Dáil debates

Thursday, 23 April 2009

Social Welfare Bill 2009: Second Stage (Resumed)

 

1:00 am

Photo of Willie PenroseWillie Penrose (Longford-Westmeath, Labour)

This is an important debate. I share many of the sentiments expressed in the worthy statements of my colleagues, Deputies Shortall and Kathleen Lynch, to which I listened carefully.

There is a Victorian attitude to social welfare in this country, and that has been the case for many years. More money is spent on pursuing and supervising people to ensure that they do not work rather than on focusing efforts to ensure people get work and to provide adequate training in technological skills, construction and other trades so that people can get work. We must get rid of the Victorian attitude that is prevalent within Departments.

The Department of Social and Family Affairs is an excellent Department. The Minister's senior official, who is present, is an old sparring partner of mine for the past five years. He probably thought he had seen the last of me today but I have come back to haunt him. I acknowledge that he and other officials have been helpful to me since becoming spokesman for social and family affairs. The same is true of people working in offices throughout the country. They are only implementing the law and no blame to them for that. We need to change the law.

There is too much centralisation. One related example is from the health service. Medical card assessments is one area that could be transferred from the Department of Health and Children to the Department of Social and Family Affairs. They should be done locally. Those assessments are centralised now in Finglas in Deputy Shortall's constituency. However, people knew the circumstances in Mullingar, Athlone, Longford or wherever else. Community welfare officers, CWOs, knew the circumstances and with a quick visit could assess or analyse a person's priority for a medical card. Persons with cancer or other diseases should be sure they will get a medical card. Medical cards should be automatic for anybody suffering from cancer. Such people should not have to go through the additional burden or trauma of having to be assessed. I have always held that view and, if in Government, I would like to see such a scheme implemented.

I do not understand why services are centralised and taken away from the very people who have the expertise and who have dealt with people through the years. Decentralisation was supposed to be Government policy but it has been abandoned for medical card assessments. Now assessments will take months and people will have to wait a long time for an outcome. No expedition will be achieved. I do not see where the cost savings will occur as a result of centralising the assessment process. That is something the Minister can bring back for consideration.

I fought vehemently the attempt to subsume CWOs within the Department of Social and Family Affairs. I note the regulation has not been enforced yet, but it should be thrown in the dustbin. CWOs have discretion and once they are subsumed within the Department they will be strangled with bureaucracy and red tape. They will not be in a position to make decisions. We often contact CWOs at weekends to ensure that those people who are less fortunate than ourselves and who are in need of temporary accommodation or money to secure the basic necessities for their families are looked after. Subsuming CWOs into the Department of Social and Family Affairs will do away with the very ethos that led the late Frank Cluskey to introduce the discretionary payment scheme, which is extremely important in this context. I hope in this difficult time for her that the Minister will throw that regulation into the bin and never take it out again.

The Minister indicated she wants an 8% reduction in the rent supplement. Most tenants have legal agreements with their landlords. Whatever about prospective tenants dealing with landlords, how are we going to protect existing tenants? Many of them are in a vulnerable position, suffer illnesses or are barely literate. Illiteracy is a big problem in this country and one has to be on the ground to realise that. What will happen to a person who may not be in a position to renegotiate? The landlord can say "Get lost Willie. You made your agreement and you are bound by its terms and conditions". What will happen when a person is told to get lost and they are put out? What body will undertake to ensure that people will be secure in their accommodation? How will the Minister provide security for them? An additional 1,000 rental accommodation scheme, RAS, places are no use. We would be building houses and providing employment for people. That was always a fundamental Labour Party ethos and policy. We would build houses and give labour-intensive employment and ensure social houses would be available to people rather than filling the pockets of landlords.

Cutting the dole is all very well for people under 20 if they have somewhere to go such as college or access to one of the schemes we advocated such as bridging the gap, the back to education allowance and the back to work allowance. We advocated that the qualifying periods for those schemes should be reduced. It would be great to enhance the eligibility for community employment schemes but what will happen if the young people do not have a place to go? Who will look after them? What does a 19-year old do with €100 if he or she has nowhere to go? It is very fine in theory and it would be laudable if ancillary services were available and people could seek the necessary retraining and skills to ensure they would get a job.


--- What needs to be done ---
Copy the entries without a single change. Pictures should be dropped.

----------------

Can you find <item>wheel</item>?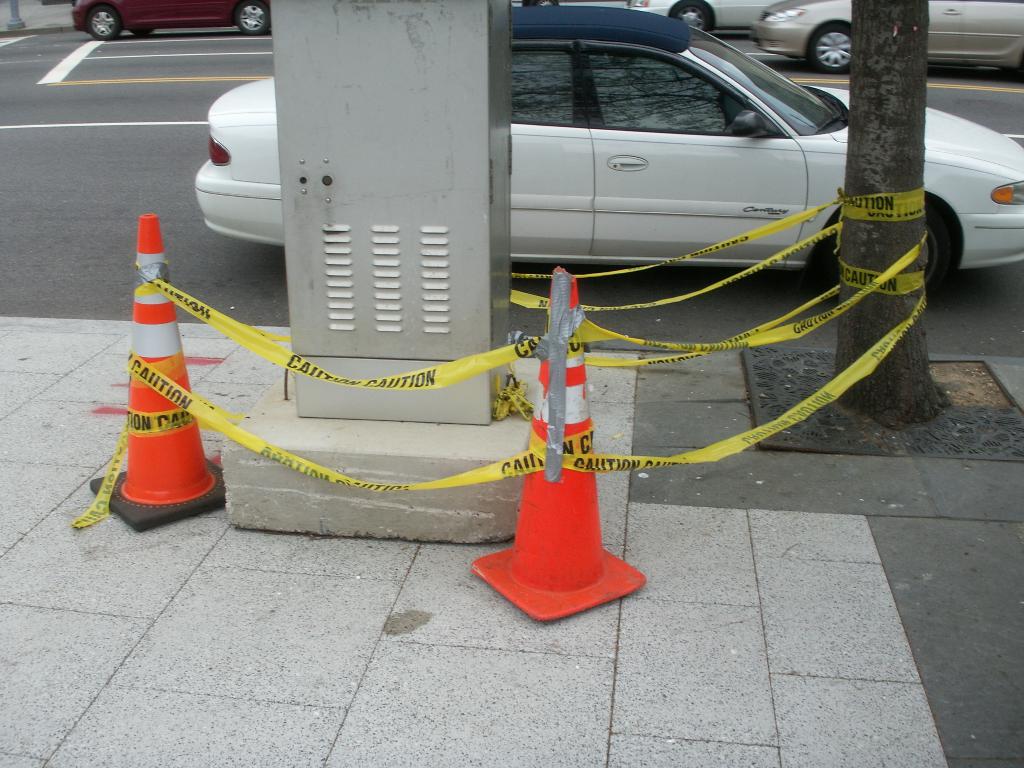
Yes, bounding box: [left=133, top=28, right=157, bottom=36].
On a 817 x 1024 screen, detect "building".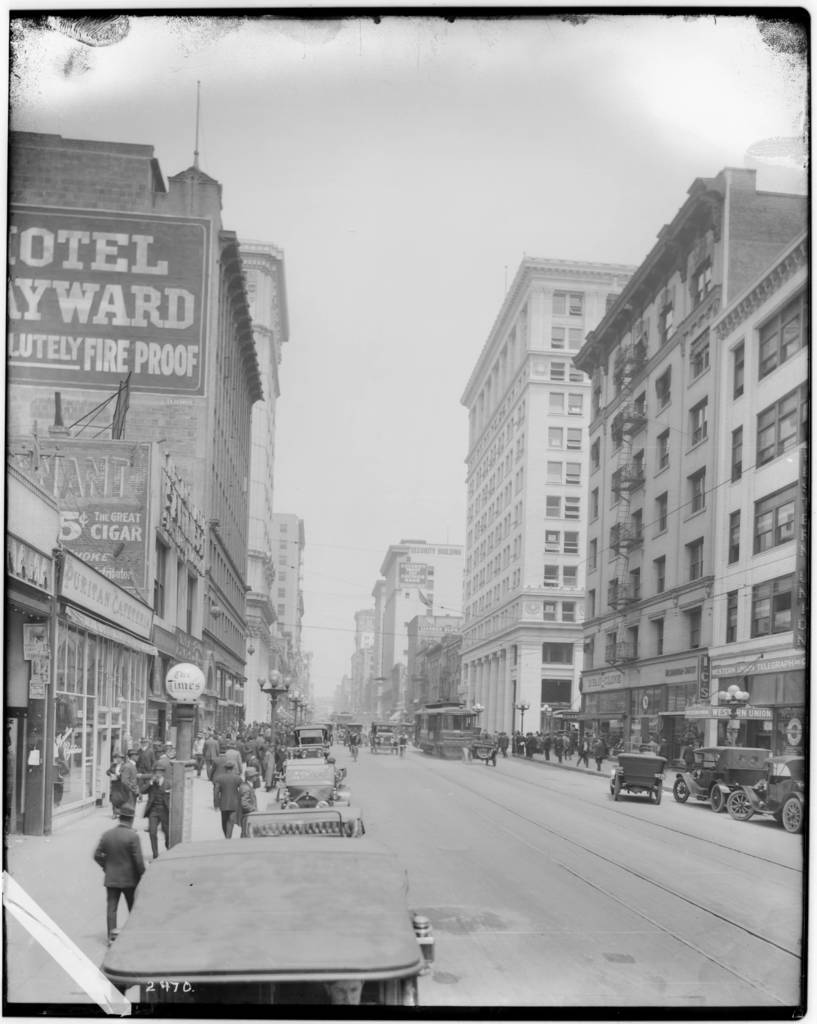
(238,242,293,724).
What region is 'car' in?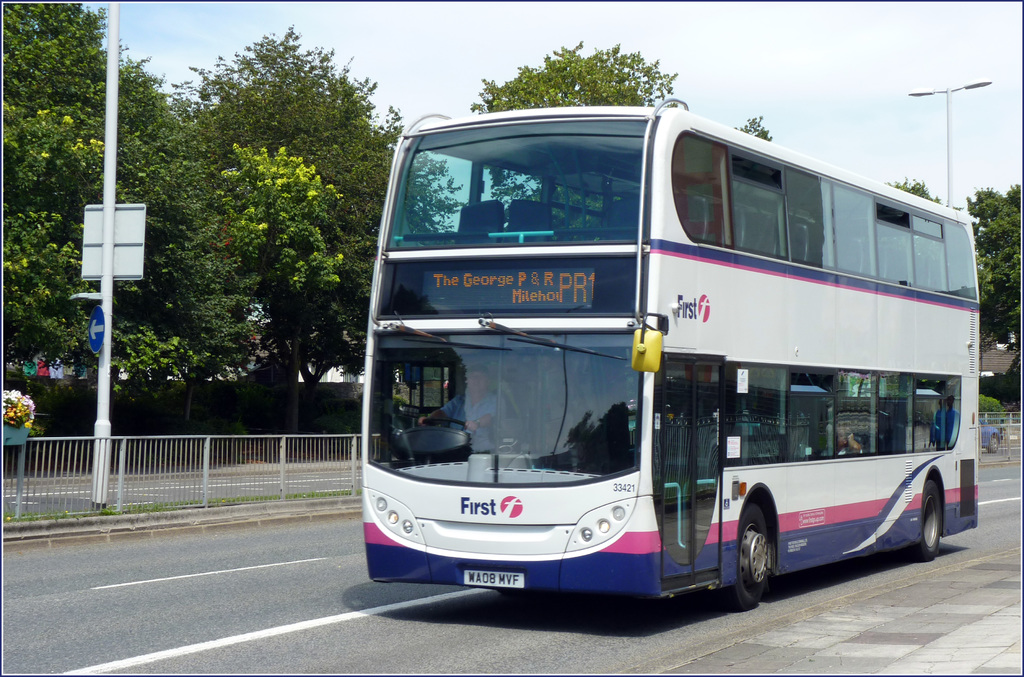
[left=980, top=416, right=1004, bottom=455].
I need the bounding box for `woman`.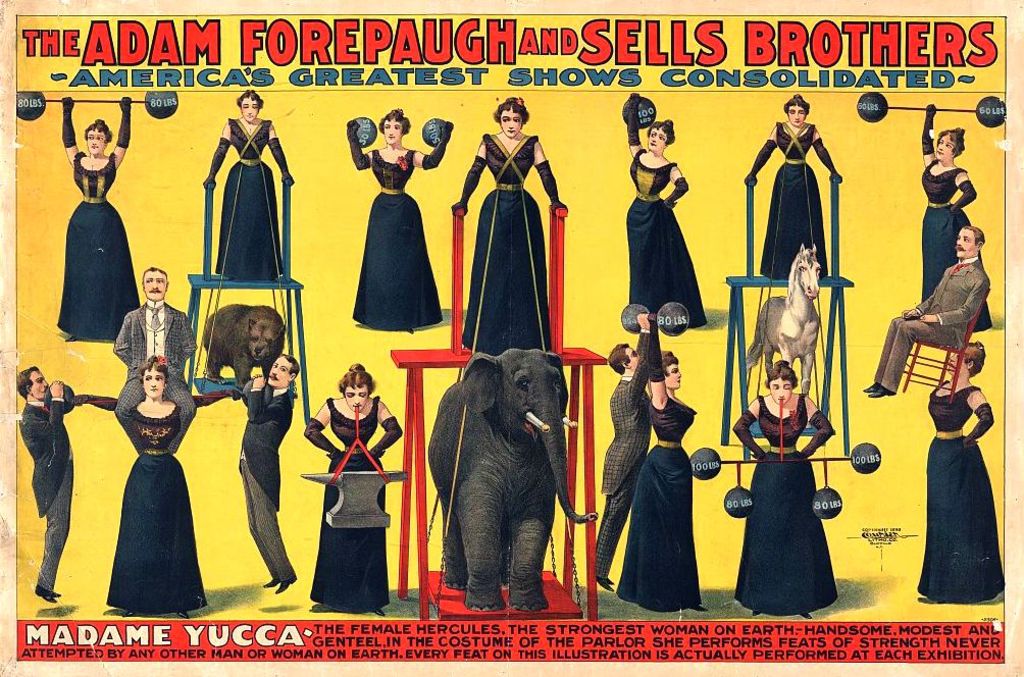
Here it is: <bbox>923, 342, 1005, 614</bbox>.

----------------

--- Response to this exercise ---
Can you find <item>wheel</item>?
Yes, bounding box: [left=133, top=28, right=157, bottom=36].
On a 817 x 1024 screen, detect "building".
(238,242,293,724).
What region is 'car' in?
[left=980, top=416, right=1004, bottom=455].
I need the bounding box for `woman`.
Here it is: <bbox>923, 342, 1005, 614</bbox>.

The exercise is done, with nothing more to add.